The 2nd North Korea Economic Forum Annual Conference (Part II Session II): “Cutting Edge: Researching a Hard Target.”

On October 13, 2020, the GW Institute of Korean Studies and the KDI School of Public Policy and Management (KDIS) cohosted the 2nd North Korea Economic Forum Annual Conference (Part II). Session II, Moderated by John Park, Director of Korea Project at Harvard Kennedy, was joined by a panel of academic and field experts including Neil Watts, Former Member of UN Panel of Experts for North Korea; Andrea Mihailescu, Nonresident Senior Fellow at the Atlantic Council; and David Asher, Senior Fellow at the Hudson Institute, continue the discussion of the first session regarding challenges posed to methodologies commonly used to research and analyze North Korea.

Mr. Neil Watts was the first to start off the second session with a discussion elaborating on the techniques implemented by UN panel of experts to monitor North Korea’s maritime practices, and what hurdles limit the amount of information they can deduct from available sources. Satellite imagery, a technique highlighted in the previous session, can be vital to directly identifying ship activity and what they are transporting, be it exports, imports, and in some cases, weaponry. The panel of experts also relies heavily on outsider information produces by neighboring states, given their location in New York limiting the amount of access they have to the peninsula. The uncertainty that arises from this reliance is many of the countries we gain information from, China, in particular, is not entirely reliable, given that the complicit actors are often engaging with illegal activity with North Korea and obfuscate their activity when reporting.

Picking up from this challenge, Andrea Mihailescu who has working fifteen years in the United States Department of State discussed how North Korea maintains itself and its activities through the use of its illicit finance networks. These avenues of trade and stealing of information, both through smuggling, illegal trade, and now more popularly, cyber hacking are prominent ways in which North Korea is able to make money to fund much of their lavish propaganda and posturing contrary to outsider perspective of the country being impoverished. Much of the information we know on North Korean data trading and money laundering have become open sources and are researched through open source, but some of the pitfalls that come with rectifying this issue are that United Nations is only so limited in what they can do to stop it. Sanctions have already been placed on North Korea in the past and still are, which as we have seen, has not crippled the nation completely and in some ways has only amplified its necessity to engage in further illegal activity.

David Asher, a Senior Fellow at the Hudson Institute, continued the conversation by drawing attention to what we know about North Korea through unclassified data-driven analysis. Utilizing open source and what information we have at our disposal we can make conclusions that actors such as China and Russia are directly or indirectly helping North Korea with illicit financing of activities, leadership, and even WMD proliferation through the use of under the table support or through the use of multilevel companies and nexuses of businesses that go under the radar with their activity. Mr. Asher suggests that in dealing with this issue, we must begin with proper sanctions on North Korea as well as their primary financial networks (China and Russia) that will make it vulnerable and prone to cooperation since they will be unable to access those networks to overlook the sanctions lightly.

Closing the conferences with a panel discussion on the presentations, a common theme spoken amongst the panelist is that North Korea has been able to outmaneuver disciplinary action and continues engaging in illicit activity due to this historical network of complicated actors that helped build the infrastructure for them to weather the storm of sanctions and repercussions. In considering future research of North Korea, again there was an emphasis on utilizing open source researching to continue to identify and mitigate gaps in information and paying closer to these outside actors that are complicit and allow North Korea to continue to be elusive and active.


[Task objective]
Only the pictures are to be dropped; return all other data below exactly.
-- Dataset extract follows --
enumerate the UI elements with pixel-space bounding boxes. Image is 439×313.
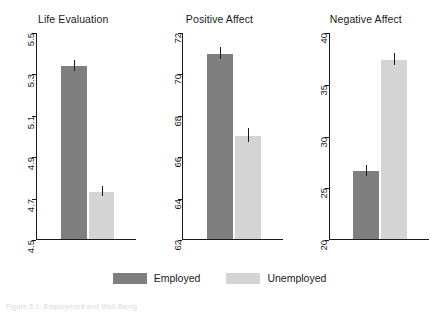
bar-group [183, 33, 282, 239]
bar-unemployed[interactable] [235, 136, 261, 239]
y-tick-label: 4.7 [26, 199, 36, 212]
y-tick-label: 5.3 [26, 74, 36, 87]
bar-group [37, 33, 136, 239]
error-bar-unemployed [394, 53, 395, 65]
panel-negative-affect: Negative Affect 40 35 30 25 20 [293, 0, 439, 262]
y-tick-label: 35 [319, 85, 329, 96]
x-axis-line [182, 239, 282, 240]
y-tick-label: 64 [173, 199, 183, 210]
error-bar-employed [220, 47, 221, 60]
y-tick-label: 68 [173, 116, 183, 127]
chart-legend: Employed Unemployed [0, 270, 439, 286]
plot-area: 5.5 5.3 5.1 4.9 4.7 4.5 [36, 33, 136, 240]
bar-employed[interactable] [353, 171, 379, 239]
panel-title: Positive Affect [146, 13, 292, 25]
bar-group [330, 33, 429, 239]
legend-swatch-icon [113, 273, 147, 284]
x-axis-line [329, 239, 429, 240]
bar-employed[interactable] [207, 54, 233, 239]
error-bar-employed [74, 60, 75, 72]
panel-title: Negative Affect [293, 13, 439, 25]
plot-area: 72 70 68 66 64 62 [182, 33, 282, 240]
bar-employed[interactable] [61, 66, 87, 239]
legend-label: Unemployed [267, 272, 326, 284]
error-bar-unemployed [102, 186, 103, 196]
y-tick-label: 20 [319, 240, 329, 251]
y-tick-label: 25 [319, 188, 329, 199]
panel-positive-affect: Positive Affect 72 70 68 66 64 62 [146, 0, 292, 262]
y-tick-label: 4.5 [26, 240, 36, 253]
y-tick-label: 40 [319, 33, 329, 44]
panel-title: Life Evaluation [0, 13, 146, 25]
bar-unemployed[interactable] [381, 60, 407, 239]
y-tick-label: 70 [173, 74, 183, 85]
y-tick-label: 5.1 [26, 116, 36, 129]
legend-swatch-icon [226, 273, 260, 284]
y-tick-label: 30 [319, 137, 329, 148]
error-bar-unemployed [248, 128, 249, 142]
y-tick-label: 4.9 [26, 157, 36, 170]
figure-caption: Figure 5.1: Employment and Well-Being [6, 303, 137, 310]
x-axis-line [36, 239, 136, 240]
panel-row: Life Evaluation 5.5 5.3 5.1 4.9 4.7 4.5 [0, 0, 439, 262]
bar-unemployed[interactable] [89, 192, 115, 239]
y-tick-label: 5.5 [26, 33, 36, 46]
plot-area: 40 35 30 25 20 [329, 33, 429, 240]
error-bar-employed [366, 165, 367, 175]
panel-life-evaluation: Life Evaluation 5.5 5.3 5.1 4.9 4.7 4.5 [0, 0, 146, 262]
y-tick-label: 72 [173, 33, 183, 44]
legend-item-unemployed[interactable]: Unemployed [226, 272, 326, 284]
figure-container: Life Evaluation 5.5 5.3 5.1 4.9 4.7 4.5 [0, 0, 439, 313]
y-tick-label: 66 [173, 157, 183, 168]
legend-label: Employed [154, 272, 201, 284]
y-tick-label: 62 [173, 240, 183, 251]
legend-item-employed[interactable]: Employed [113, 272, 201, 284]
-- Dataset extract concluded --
[The answer]
enumerate the UI elements with pixel-space bounding boxes. Image is 439×313.
bar-group [183, 33, 282, 239]
bar-unemployed[interactable] [235, 136, 261, 239]
y-tick-label: 4.7 [26, 199, 36, 212]
y-tick-label: 5.3 [26, 74, 36, 87]
bar-group [37, 33, 136, 239]
error-bar-unemployed [394, 53, 395, 65]
panel-negative-affect: Negative Affect 40 35 30 25 20 [293, 0, 439, 262]
y-tick-label: 35 [319, 85, 329, 96]
x-axis-line [182, 239, 282, 240]
y-tick-label: 64 [173, 199, 183, 210]
error-bar-employed [220, 47, 221, 60]
y-tick-label: 68 [173, 116, 183, 127]
chart-legend: Employed Unemployed [0, 270, 439, 286]
plot-area: 5.5 5.3 5.1 4.9 4.7 4.5 [36, 33, 136, 240]
bar-employed[interactable] [353, 171, 379, 239]
panel-title: Positive Affect [146, 13, 292, 25]
bar-group [330, 33, 429, 239]
legend-swatch-icon [113, 273, 147, 284]
x-axis-line [329, 239, 429, 240]
bar-employed[interactable] [207, 54, 233, 239]
error-bar-employed [74, 60, 75, 72]
panel-title: Negative Affect [293, 13, 439, 25]
plot-area: 72 70 68 66 64 62 [182, 33, 282, 240]
bar-employed[interactable] [61, 66, 87, 239]
legend-label: Unemployed [267, 272, 326, 284]
error-bar-unemployed [102, 186, 103, 196]
y-tick-label: 20 [319, 240, 329, 251]
y-tick-label: 25 [319, 188, 329, 199]
panel-positive-affect: Positive Affect 72 70 68 66 64 62 [146, 0, 292, 262]
y-tick-label: 4.5 [26, 240, 36, 253]
y-tick-label: 40 [319, 33, 329, 44]
panel-title: Life Evaluation [0, 13, 146, 25]
bar-unemployed[interactable] [381, 60, 407, 239]
y-tick-label: 70 [173, 74, 183, 85]
y-tick-label: 5.1 [26, 116, 36, 129]
legend-swatch-icon [226, 273, 260, 284]
y-tick-label: 30 [319, 137, 329, 148]
error-bar-unemployed [248, 128, 249, 142]
y-tick-label: 4.9 [26, 157, 36, 170]
figure-caption: Figure 5.1: Employment and Well-Being [6, 303, 137, 310]
x-axis-line [36, 239, 136, 240]
panel-row: Life Evaluation 5.5 5.3 5.1 4.9 4.7 4.5 [0, 0, 439, 262]
bar-unemployed[interactable] [89, 192, 115, 239]
y-tick-label: 5.5 [26, 33, 36, 46]
plot-area: 40 35 30 25 20 [329, 33, 429, 240]
error-bar-employed [366, 165, 367, 175]
panel-life-evaluation: Life Evaluation 5.5 5.3 5.1 4.9 4.7 4.5 [0, 0, 146, 262]
y-tick-label: 72 [173, 33, 183, 44]
legend-item-unemployed[interactable]: Unemployed [226, 272, 326, 284]
figure-container: Life Evaluation 5.5 5.3 5.1 4.9 4.7 4.5 [0, 0, 439, 313]
y-tick-label: 66 [173, 157, 183, 168]
legend-label: Employed [154, 272, 201, 284]
y-tick-label: 62 [173, 240, 183, 251]
legend-item-employed[interactable]: Employed [113, 272, 201, 284]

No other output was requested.